Rhythm

A number of recent posts have touched on the word ‘rhythm’.  As Hazrat Inayat Khan explains here and here,  it is an important theme for those travelling the Sufi path.  It is also illustrated in the Sufi story recorded here. But what can we understand by this word?

In the world of music there is a different between rhythm and tempo.  Tempo refers to the speed at which music is played. A Western musical score typically shows at the beginning a quarter note and a numerical value, meaning how many quarter notes should sound in a minute; the higher the number, the more rapid the tempo.  Rhythm has to do with repeating patterns; everyone is familiar with the rhythm of the waltz: strongweak-weak strong-weak-weak, and so on.  Indian music has much more complex rhythmic patterns; sixteen beats is a common rhythm, and the beats themselves are more than simply strong or weak.

But although he was a musician by nature, Hazrat Inayat’s use of the word is more than strictly musical. He mentions, for example, the Hindu terms, sativa, rajas and tamas.
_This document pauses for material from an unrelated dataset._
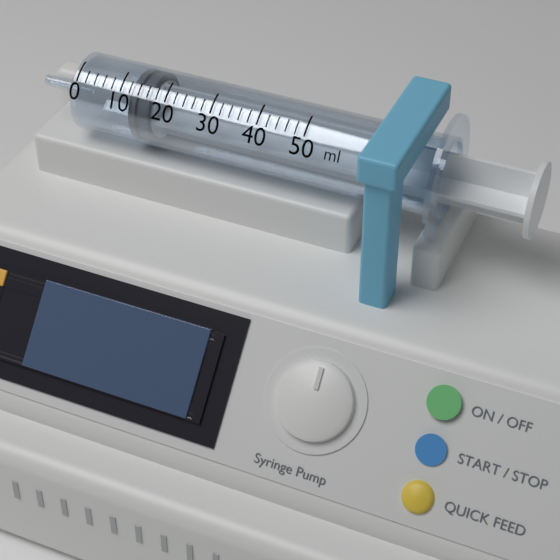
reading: 12 ml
In yogic teaching, these represent qualities of manifestation, but Hazrat Inayat recognises them as degrees of vibration.  All manifestation implies movement arising from the Unseen, which produces vibration, and the rate of vibration results in qualities, just as different rates of vibration produce different musical tones, or different colours of light.  Sattva, the finest and most subtle rate of vibration, is associated with peace and tranquility, or in yogic terms, ‘being-ness.’  Rajas is a more active vibration, associated with energy, action and change; it is progressive and purposeful, but in this vibration we are strongly attached to the consequences of our actions.  Tamas is heavy, intense, and material; it is associated with ignorance, darkness and with chaos.

We may have a better understanding of this if we consider that the word ‘rhythm’ originates from a Greek word meaning ‘flow.’  A musical composition (or some poetry)  maintains its flow by the repetition of a pattern of beats. But a rapidly running stream has a rhythm too, although it repeats nothing of its song as it hurries down a hillside.  And different again is the majestic, meditative rhythm of a great river as it approaches its union with the sea.

By self-discipline and attention we can learn to alter our rhythm, but we cannot fake it.  Hazrat Inayat Khan walked with what he himself called a ‘kingly’ rhythm, and he would not alter it, even to hurry for a departing train.  He was not attached to the consequences of his actions; he walked in the consciousness of the One.